John Borak, an actuary for PERAC, told the committee that the retirement board is scheduled for a valuation as of Jan. 1, 2026, and cautioned that state law constrains how quickly the city can reduce its contribution. "The appropriation in any fiscal year cannot be less than the appropriation in the prior fiscal year," Borak said, and he reported the city's FY26 appropriation was $19,900,000 while the schedule then called for $20,700,000 in FY27. Under current law, Borak said, maintaining a $19,900,000 appropriation for FY27 would at most extend the full-funding date to about 2034; extending to 2037 would require legislative action at the state level.

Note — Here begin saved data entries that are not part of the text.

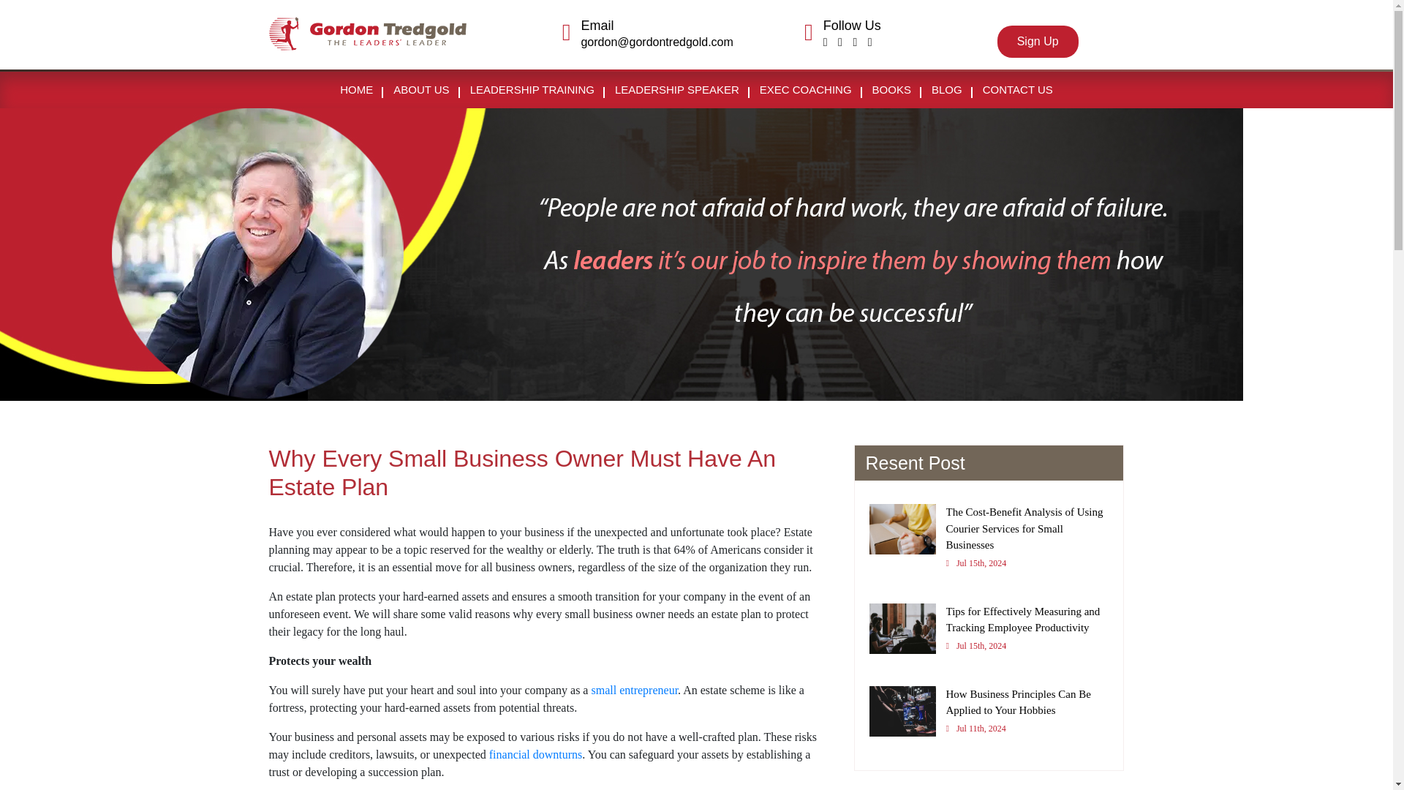  What do you see at coordinates (946, 89) in the screenshot?
I see `BLOG` at bounding box center [946, 89].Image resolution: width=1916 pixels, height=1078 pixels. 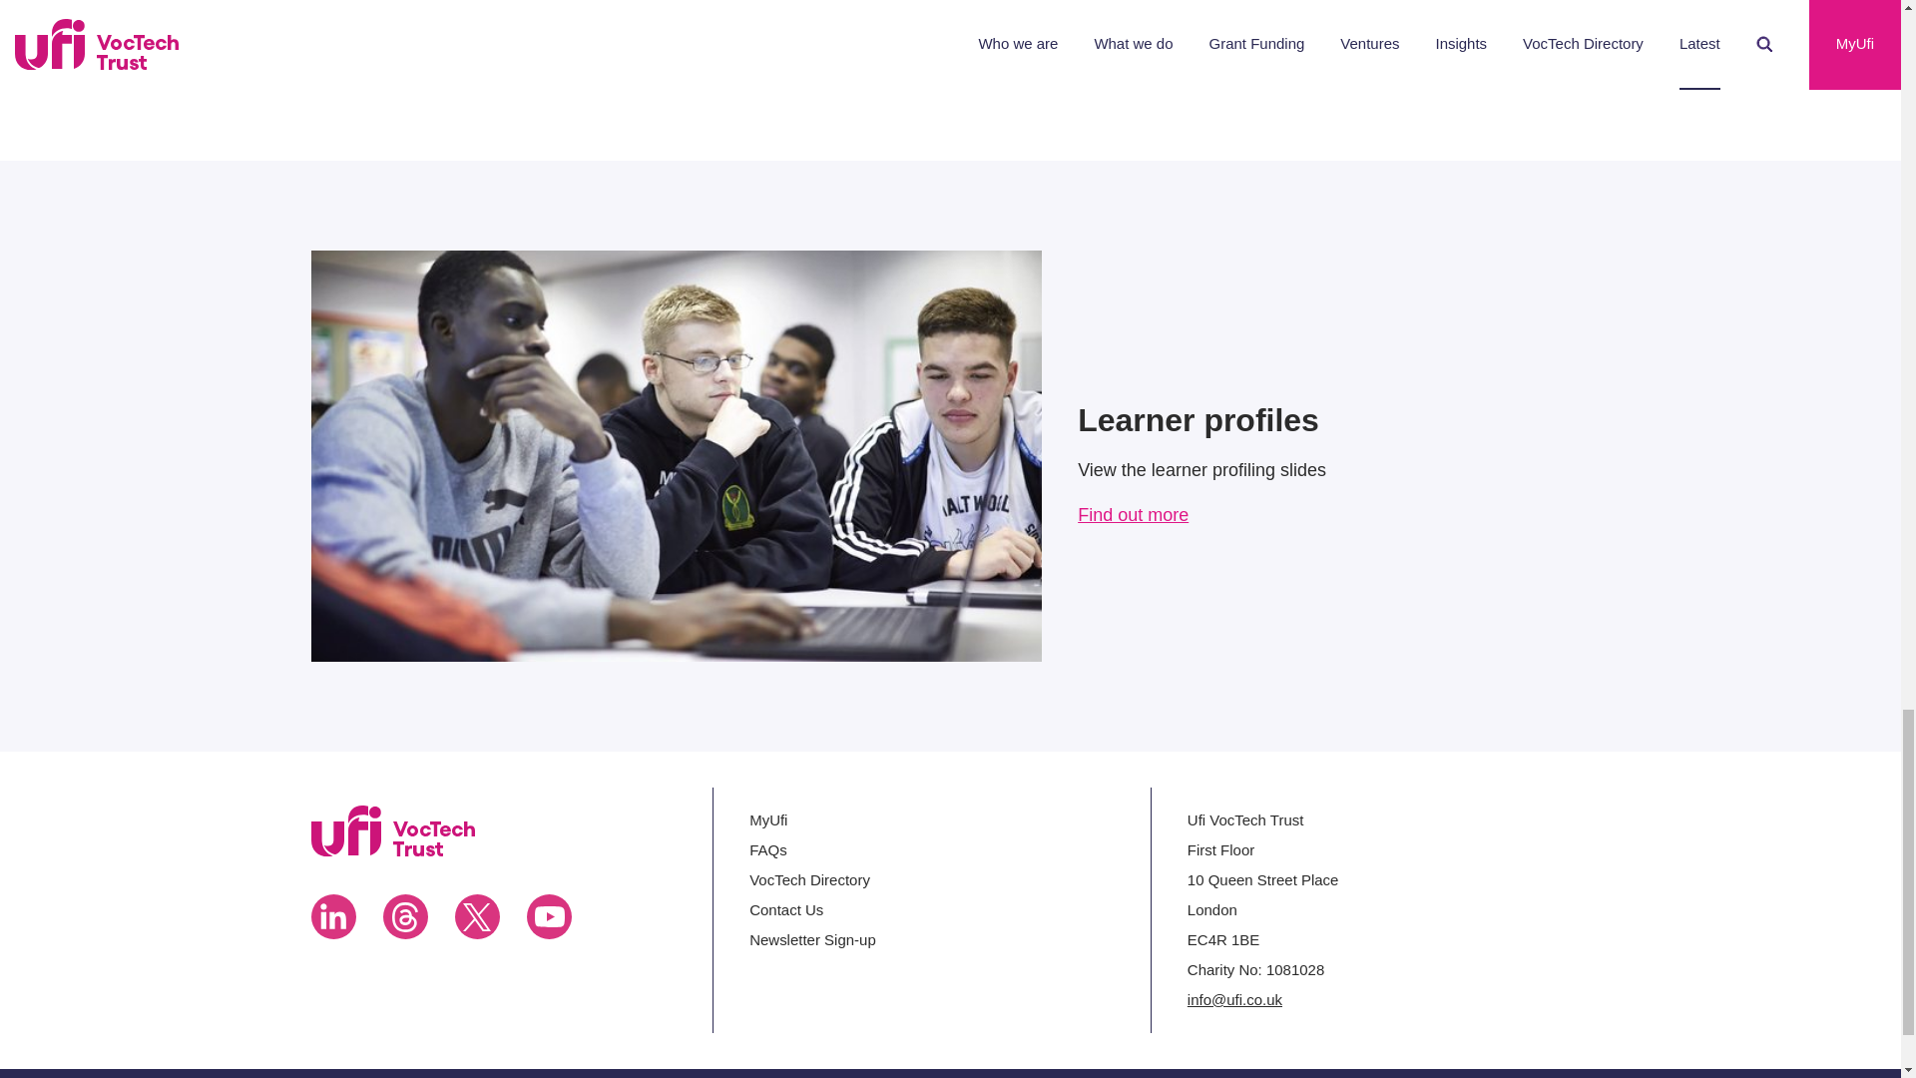 I want to click on Newsletter Sign-up, so click(x=812, y=940).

Committee members and retirement board chair Cheryl (identified in the meeting as the retirement board's chair) confirmed the board conducts revaluations every two years and that the next formal valuation and actuarial report are expected in the May'July window. Several councilors requested that once the actuary's study is complete, the retirement board or its actuary present the results publicly before the council so elected officials and residents can assess any options.

The committee voted to table formal action on the mayor's request and to await the retirement board's upcoming valuation and actuarial report; staff and the mayor's office will share the valuation results with the finance chair and the council when available. The council indicated that subsequent steps could include drafting a formal order or, if necessary, seeking legislative relief to achieve a longer amortization period.

What happens next: the retirement board's valuation and actuarial report (expected in the coming months) will determine the funded ratio and any new unfunded actuarial liability; the council will review those results in public session before considering changes to the funding schedule.